A Church of Oddballs

Like a lucky cocker spaniel, interviewer Terry Gross of NPR's Fresh Air manages to come up with a tasty scrap every once in a while -- but, puppylike, she tends not to know what to do with it. This was the case this afternoon, when she interviewed Lutheran pastor Nadia Bolz-Weber, a heavily tattooed recovering alcoholic who was once a stand up comedian. 

Bolz-Weber says she loved Lutheran liturgy and tradition, but never felt that she fit in with the typical congregation; so, rather than make herself and everyone around her feel uncomfortable, she went to a Lutheran seminary and founded her own church, which she calls "The House for All Sinners and Saints." 

Bolz-Weber's congregation includes LGBT people, people with addictions, compulsions and depression, and even nonbelievers. "Some churches might have a hard time welcoming junkies and drag queens; we're fine with that," she says.

Later in the interview, she mentions that atheists and agnostics also feel comfortable at her church. She says, "[W]e don't sort of make [belief in God] the central reason why somebody belongs.  So we don't even talk about belief that often in my church, strangely. "

Strangely, indeed. I had to change the station at this point, because it's hard to drive when your eyes are rolling that hard. It's one thing to be welcoming and inclusive; it's another to be so boundlessly, endlessly, relentlessly inclusive that there's no longer anything in which to include people. Inclusivity is not a good in itself. A church is for worshiping God, and the main reason to be inclusive is so that anyone who wants to worship God feels like they're free to worship God there. 

What Bolz-Weber seems to have founded is a social club, not a church; and her commentary sounds much like yet another verse of a tedious old song: Christians are uptight; Christians should be ashamed of their boring obsessions with monogamy, sobriety, and heterosexuality; Christians have hair-colored hair and skin-colored skin, which means they have nothing to say, etc.  And much of her complaint against mainstream christianity seems to be a complaint against being required to change your life. Snore. 

But I went back and found the transcript, and the woman had more to say than I expected.  (Please note that my response is based only on this interview; I haven't read Bolz-Weber's book, Accidental Saints: Finding God in All the Wrong People.)

She says:

I think a lot of congregations have a situation where there are more people talking about God in the basement during the week; the basement of their church is more full of people talking honestly about their lives and connecting that with some kind of trust in God. I think that happens more frequently in their basements than it does in their sanctuaries. ... You know what organization is not really having a problem is AA; it's doing fine. They're not in a crisis. There aren't meetings in AA where they're like, "How can we get people to start showing up more?" So I think that there's something about people speaking honestly about their lives, and sometimes, I think, church is more about pretending your life is fine, and, I think, less and less people have time for that.

Boy, she is onto something there. I wish I had a shiny nickel for every time someone's written to me or cried on my shoulder because they don't feel like they're good enough to call themselves Catholic. They feel like they have to pretend to be fine, or else they don't belong at Mass. Is that not the most backward thing you've ever heard? I'm not talking about being in a state of grace when you receive the Eucharist. I'm talking about people who feel like they can't even take space in the pew, because they're not good enough. Not good enough to be a Catholic. What does that even mean

I'm a Catholic for two reasons: (a) I love Jesus Christ in the most holy sacrament of the altar and (b) I'm a forking mess. I've finally realized that just about everyone else is, too, in one way or another; so when I get to Mass, I worry less about what they will think of me and more about what He will think of me. That's enough to worry about, believe me.

So, the woman is wrong if she thinks that a great church means a place where atheists and agnostics and Christians should be able to just hang out and be awesome together. (We already have that: it's called Starbucks.) But she is painfully right when she reminds us that, in too many places, Christian churches are places where you have the choice of being fake or leaving. 

Also, kudos to Bolz-Weber for admitting that she had to give herself a stern talking-to when she realized that she didn't really want mainstream people in Dockers "diluting the weird." She confided in another pastor, who has a similiarly transgressive congregation, and he admonished her:

"Yeah, you guys are really good at welcoming the stranger if it's a young transgender kid, but sometimes the stranger looks like your mom and dad." ...

That's what is challenging to me about Christianity is that exact thing — being forced to look at your own stuff and being pushed into a space of grace that's really, really uncomfortable.

Again: she's onto something. If the Christianity you're practicing never makes you feel uncomfortable, it's probably not actually Christianity. 

What's your church like? Do people feel like they have to put up some kind of facade to belong? Or is it very obvious -- by the sermons you hear, by the way the congregation responds to newcomers and oddballs, by the way the parish life is run -- that the Church is a "hospital for sinners?"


■ **What you have to do**
The lines running from the one that contains "The width and" to the end of the records below are what to reproduce, exactly and without pictures.

■ **Task input**

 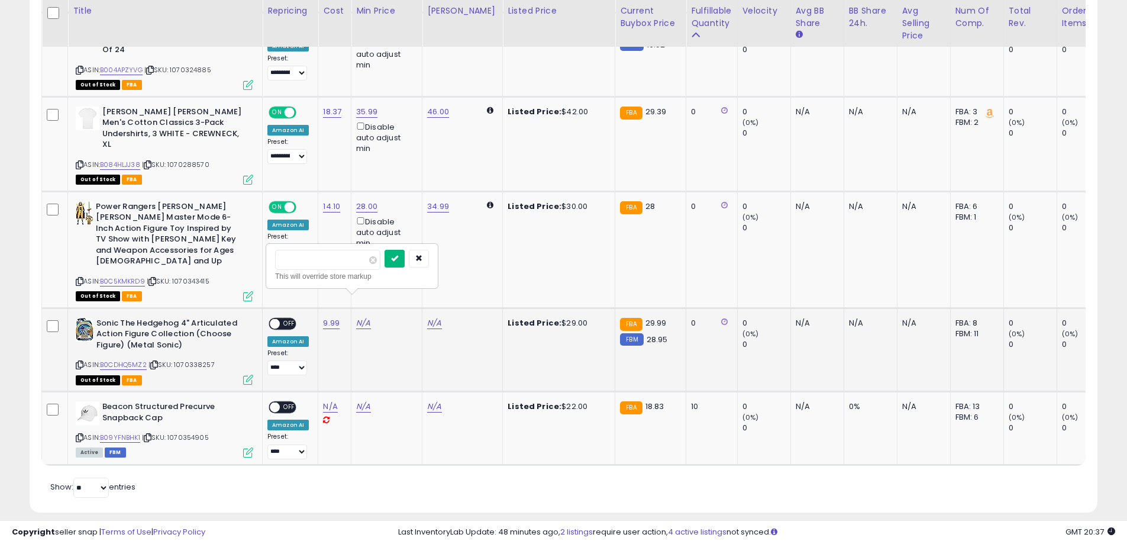 What do you see at coordinates (33, 531) in the screenshot?
I see `strong: Copyright` at bounding box center [33, 531].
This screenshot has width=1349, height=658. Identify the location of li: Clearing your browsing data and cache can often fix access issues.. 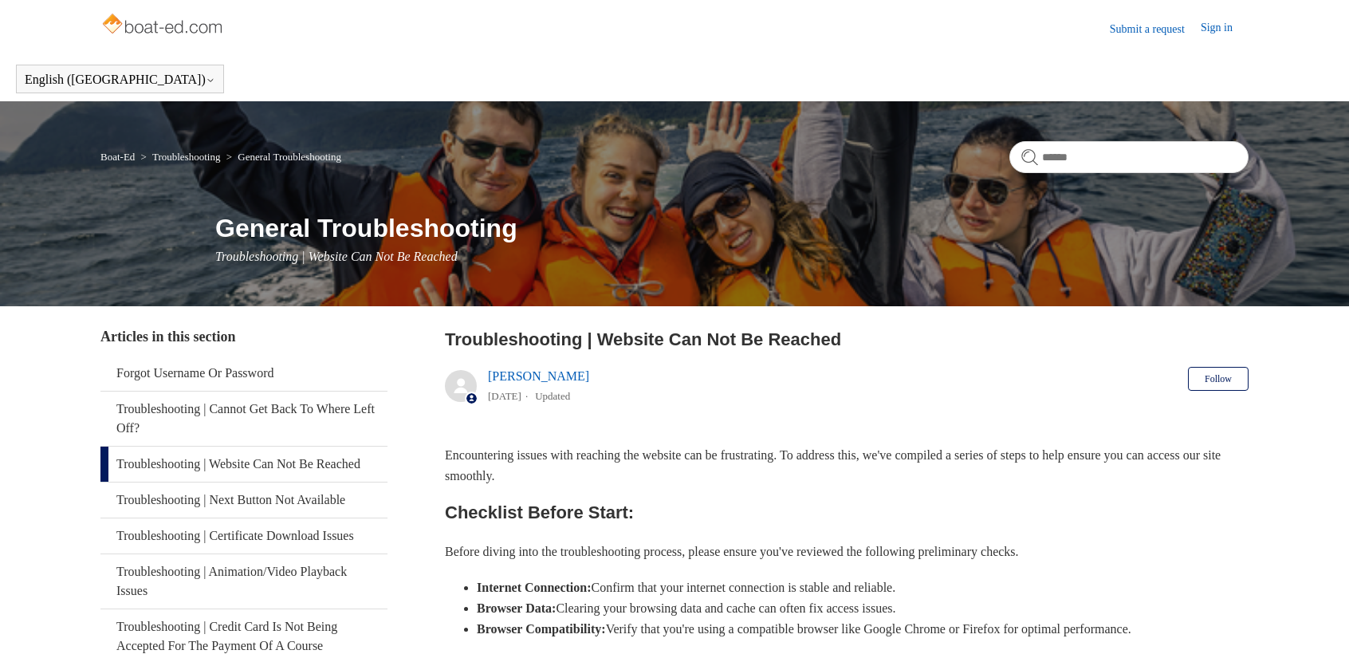
(863, 609).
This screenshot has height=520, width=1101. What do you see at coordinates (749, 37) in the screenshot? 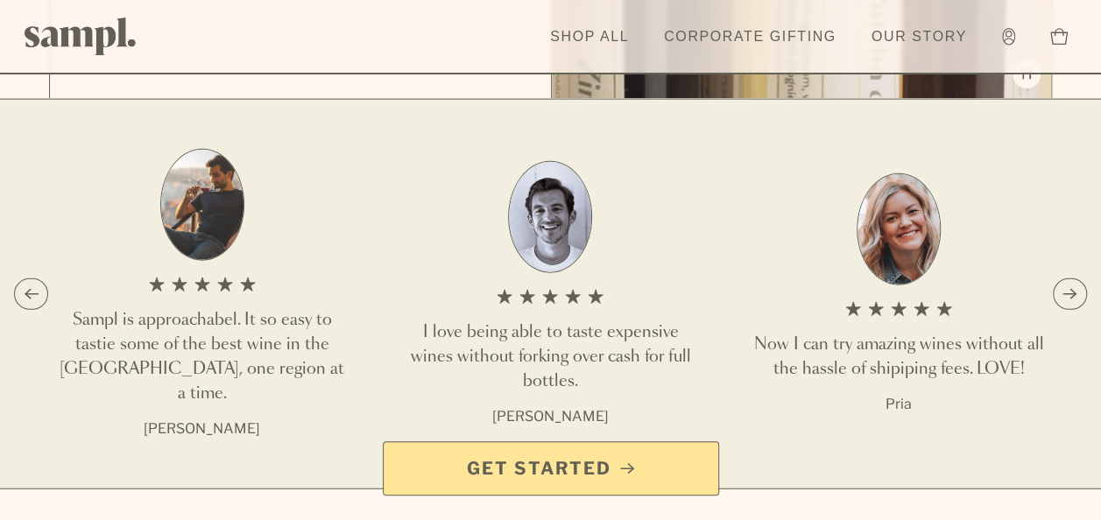
I see `a: Corporate Gifting` at bounding box center [749, 37].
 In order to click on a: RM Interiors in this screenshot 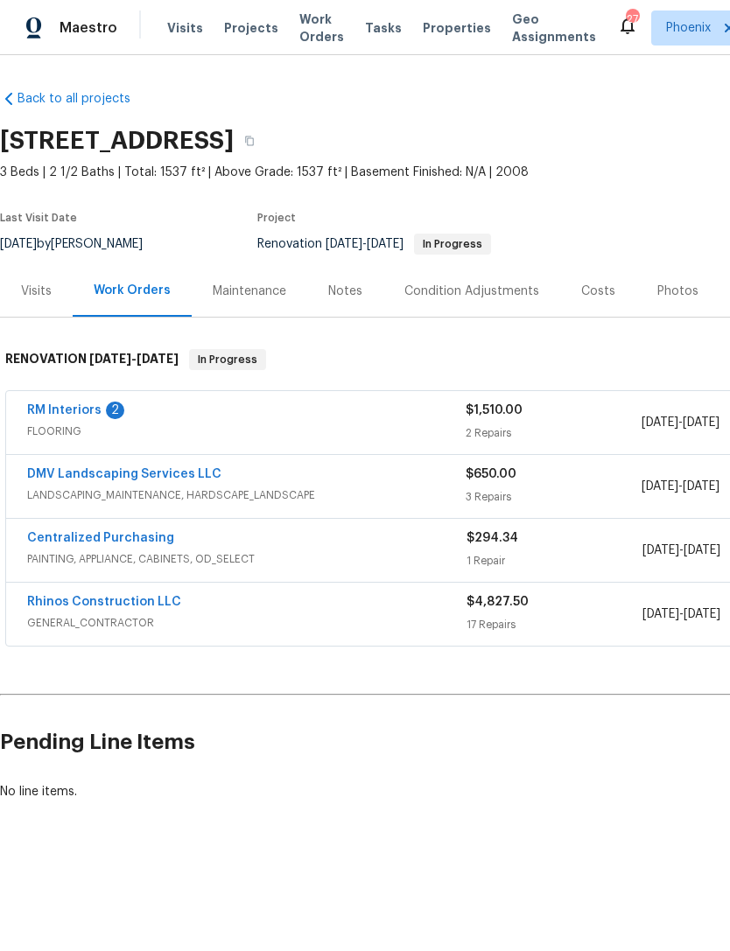, I will do `click(64, 410)`.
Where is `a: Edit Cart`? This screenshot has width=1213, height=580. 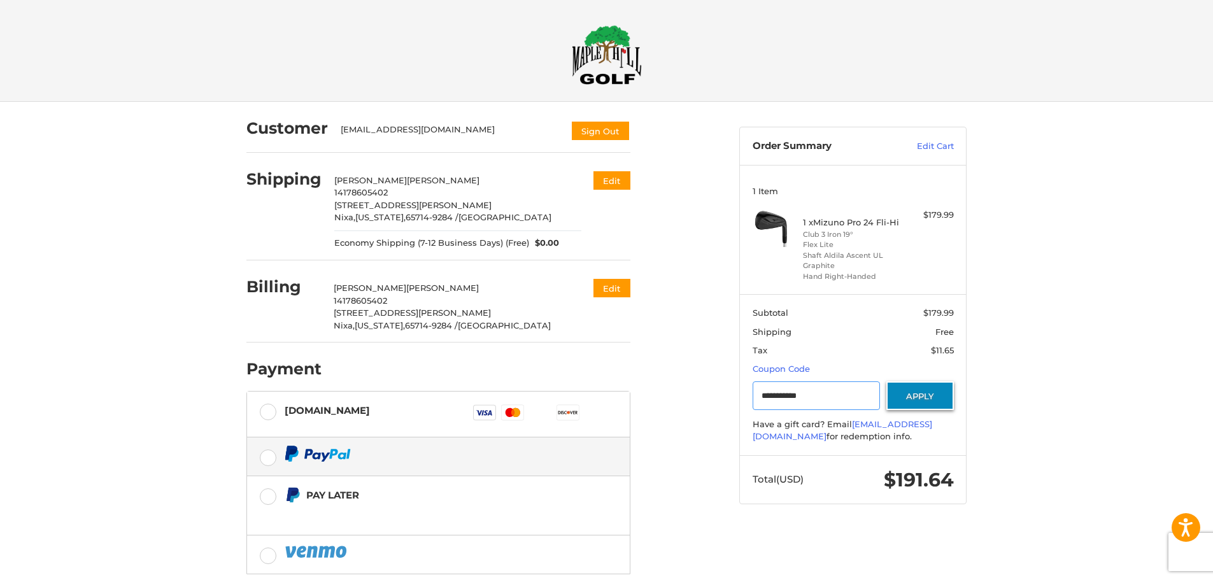
a: Edit Cart is located at coordinates (921, 146).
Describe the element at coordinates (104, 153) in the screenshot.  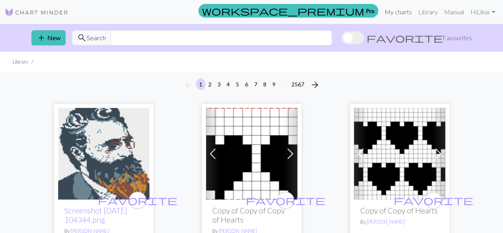
I see `img: Screenshot 2025-10-01 104344.png` at that location.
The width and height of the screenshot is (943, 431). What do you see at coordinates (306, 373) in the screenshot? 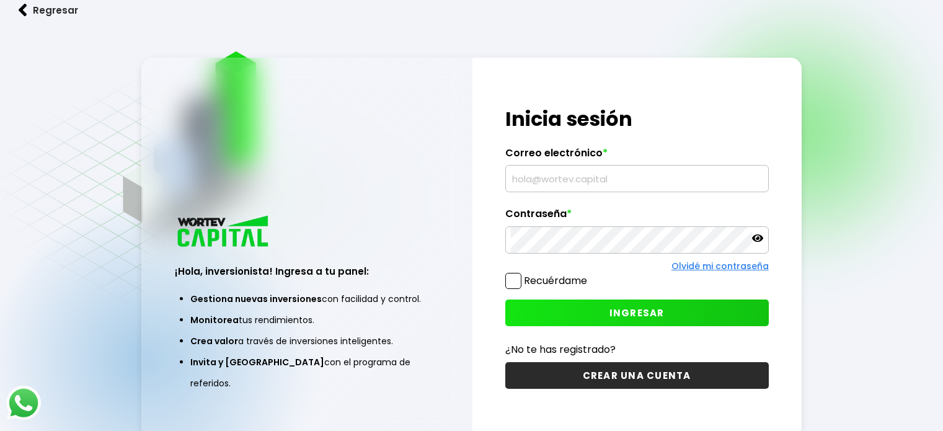
I see `li: con el programa de referidos.` at bounding box center [306, 373].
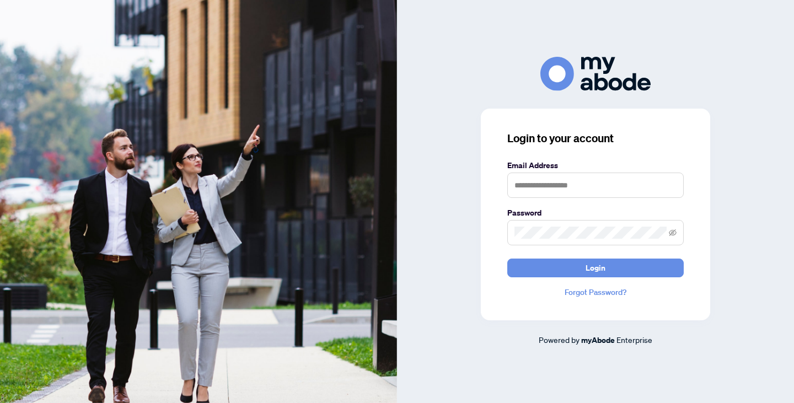  Describe the element at coordinates (595, 268) in the screenshot. I see `button: Login` at that location.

■ **Your response**
The width and height of the screenshot is (943, 431). What do you see at coordinates (306, 373) in the screenshot? 
I see `li: con el programa de referidos.` at bounding box center [306, 373].
  Describe the element at coordinates (595, 268) in the screenshot. I see `button: Login` at that location.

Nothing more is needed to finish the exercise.